Manila: A Filipina nurse earlier suspect of having been infected with the deadly Mers-COV in Saudi Arabia tested negative for the disease in the Philippines.

In a televised press briefing on Friday, the Department of Health corrected reports and allayed fears that the dreaded Middle East Respiratory Syndrome-Corona Virus (Mers-COV) had reached the Philippines. Department of Health spokesman Dr Lyndon said the suspected carrier, a nurse, tested negative for the virus following a round of tests conducted on her by doctors at the Southern Philippines Medical Centre (SPMC) in Davao City where she was confined since September 2.

The 37-year-old nurse, whose identity is being safeguarded, was only referred to by doctors as “AP”. Reports said she was allowed to return to her home in South Cotabato.

Tests were conducted just days after she arrived in the Philippines from her workplace in Dammam, Saudi Arabia on August 29.

“We have suspicions all along that she would turn out negative of having Mers-COV. We have known that since Thursday based on information provided to us by medical authorities in Saudi Arabia. But, to avoid confusion, we waited for the result provided by the RITM (Research Institute for Tropical Medicine,” Lee Suy said, insinuating they would rather err on the side of caution and be proven wrong rather than be confronted with a full-blown epidemic.

Earlier, it was feared that the nurse would be the Philippines’ first known case of Mers.

“As it turned out, all tests are negative,” Lee Suy said.

It was reported earlier that doctors in Dammam, Saudi Arabia, had cleared AP for travel to her home country despite suspicions that she was infected with Mers. Medical authorities in the Philippines said that the patient was “asymptomatic” or did not show symptoms of the medical condition when she was examined in Dammam.

Nurse AP had worked on suspected Mers patients in Dammam in Eastern Saudi Arabia. Another nurse at the same hospital, CB, a friend of AP who accompanied her on their flight to the Philippines, also tested negative for Mers at the onset.

AP and CB flew in on August 29 aboard Saudi Airlines flight SV870. After arriving from the Philippines, AP stayed for two more days in Bulacan, north of Manila where CB and her family lives.

All passengers on flight SV 870 and a Cebu Pacific flight SJ 997 that AP boarded were advised to undergo tests and voluntary quarantine.

On September 2, AP volunteered for confinement and underwent tests for Mers. CB and her family went through the same tests and all were proven negative.

With the two nurses cleared from Mers, the Philippine health department lifted its requests for the passengers of the two flights — Saudi flight SV 870 and Cebu Pacific SJ 997 to undergo medical tests and go on voluntary quarantine.

The Philippine health department said Mers “is a highly fatal respiratory illness presenting an influenza-like illness characterised by fever, cough, and often with diarrhoea.”

Worldwide, reports placed the number of fatalities from the disease at close to 300 in 20 countries.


Restate the data below, keeping every line the same.

■ **SUPPLIED MATERIAL**
****************************************

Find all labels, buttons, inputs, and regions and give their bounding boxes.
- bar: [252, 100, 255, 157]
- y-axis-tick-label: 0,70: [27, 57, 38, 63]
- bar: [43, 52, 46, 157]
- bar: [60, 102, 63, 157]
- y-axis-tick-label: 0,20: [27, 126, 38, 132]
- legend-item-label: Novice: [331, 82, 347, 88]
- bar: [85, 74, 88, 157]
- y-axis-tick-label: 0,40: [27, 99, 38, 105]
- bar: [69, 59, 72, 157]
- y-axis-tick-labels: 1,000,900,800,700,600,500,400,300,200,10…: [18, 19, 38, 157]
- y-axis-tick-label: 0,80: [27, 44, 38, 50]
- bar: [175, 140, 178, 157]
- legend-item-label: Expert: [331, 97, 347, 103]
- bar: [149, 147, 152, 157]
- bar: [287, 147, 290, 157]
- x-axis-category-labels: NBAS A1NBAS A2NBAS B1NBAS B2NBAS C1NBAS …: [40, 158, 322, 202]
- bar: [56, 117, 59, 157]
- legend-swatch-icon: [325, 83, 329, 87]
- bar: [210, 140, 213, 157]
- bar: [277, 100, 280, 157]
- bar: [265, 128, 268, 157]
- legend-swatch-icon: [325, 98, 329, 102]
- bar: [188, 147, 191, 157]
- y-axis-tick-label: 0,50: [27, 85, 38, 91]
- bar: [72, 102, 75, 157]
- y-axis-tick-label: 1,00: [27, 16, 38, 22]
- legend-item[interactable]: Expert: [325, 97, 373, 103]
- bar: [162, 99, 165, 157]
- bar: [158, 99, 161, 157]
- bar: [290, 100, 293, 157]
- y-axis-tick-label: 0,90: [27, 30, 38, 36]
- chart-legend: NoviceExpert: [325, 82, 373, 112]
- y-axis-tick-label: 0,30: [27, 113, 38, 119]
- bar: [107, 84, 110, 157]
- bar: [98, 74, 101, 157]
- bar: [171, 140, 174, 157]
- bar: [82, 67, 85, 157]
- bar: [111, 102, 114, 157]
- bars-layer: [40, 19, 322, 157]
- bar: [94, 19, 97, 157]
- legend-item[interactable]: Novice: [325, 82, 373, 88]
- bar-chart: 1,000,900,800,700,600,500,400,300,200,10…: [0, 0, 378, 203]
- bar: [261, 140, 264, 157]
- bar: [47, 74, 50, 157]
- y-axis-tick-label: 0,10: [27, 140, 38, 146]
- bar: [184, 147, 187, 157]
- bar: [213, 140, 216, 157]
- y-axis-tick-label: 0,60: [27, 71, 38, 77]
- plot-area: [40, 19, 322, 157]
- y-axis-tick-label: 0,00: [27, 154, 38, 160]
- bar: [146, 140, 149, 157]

****************************************

■ **RESPONSE TO THIS EXERCISE**
Find all labels, buttons, inputs, and regions and give their bounding boxes.
- bar: [252, 100, 255, 157]
- y-axis-tick-label: 0,70: [27, 57, 38, 63]
- bar: [43, 52, 46, 157]
- bar: [60, 102, 63, 157]
- y-axis-tick-label: 0,20: [27, 126, 38, 132]
- legend-item-label: Novice: [331, 82, 347, 88]
- bar: [85, 74, 88, 157]
- y-axis-tick-label: 0,40: [27, 99, 38, 105]
- bar: [69, 59, 72, 157]
- y-axis-tick-labels: 1,000,900,800,700,600,500,400,300,200,10…: [18, 19, 38, 157]
- y-axis-tick-label: 0,80: [27, 44, 38, 50]
- bar: [175, 140, 178, 157]
- legend-item-label: Expert: [331, 97, 347, 103]
- bar: [149, 147, 152, 157]
- bar: [287, 147, 290, 157]
- x-axis-category-labels: NBAS A1NBAS A2NBAS B1NBAS B2NBAS C1NBAS …: [40, 158, 322, 202]
- bar: [56, 117, 59, 157]
- legend-swatch-icon: [325, 83, 329, 87]
- bar: [210, 140, 213, 157]
- bar: [277, 100, 280, 157]
- bar: [265, 128, 268, 157]
- legend-swatch-icon: [325, 98, 329, 102]
- bar: [188, 147, 191, 157]
- y-axis-tick-label: 0,50: [27, 85, 38, 91]
- bar: [72, 102, 75, 157]
- y-axis-tick-label: 1,00: [27, 16, 38, 22]
- legend-item[interactable]: Expert: [325, 97, 373, 103]
- bar: [162, 99, 165, 157]
- bar: [158, 99, 161, 157]
- bar: [290, 100, 293, 157]
- y-axis-tick-label: 0,90: [27, 30, 38, 36]
- chart-legend: NoviceExpert: [325, 82, 373, 112]
- y-axis-tick-label: 0,30: [27, 113, 38, 119]
- bar: [107, 84, 110, 157]
- bar: [98, 74, 101, 157]
- bar: [171, 140, 174, 157]
- bar: [82, 67, 85, 157]
- bar: [111, 102, 114, 157]
- bars-layer: [40, 19, 322, 157]
- bar: [94, 19, 97, 157]
- legend-item[interactable]: Novice: [325, 82, 373, 88]
- bar-chart: 1,000,900,800,700,600,500,400,300,200,10…: [0, 0, 378, 203]
- bar: [261, 140, 264, 157]
- bar: [47, 74, 50, 157]
- y-axis-tick-label: 0,10: [27, 140, 38, 146]
- bar: [184, 147, 187, 157]
- bar: [213, 140, 216, 157]
- y-axis-tick-label: 0,60: [27, 71, 38, 77]
- plot-area: [40, 19, 322, 157]
- y-axis-tick-label: 0,00: [27, 154, 38, 160]
- bar: [146, 140, 149, 157]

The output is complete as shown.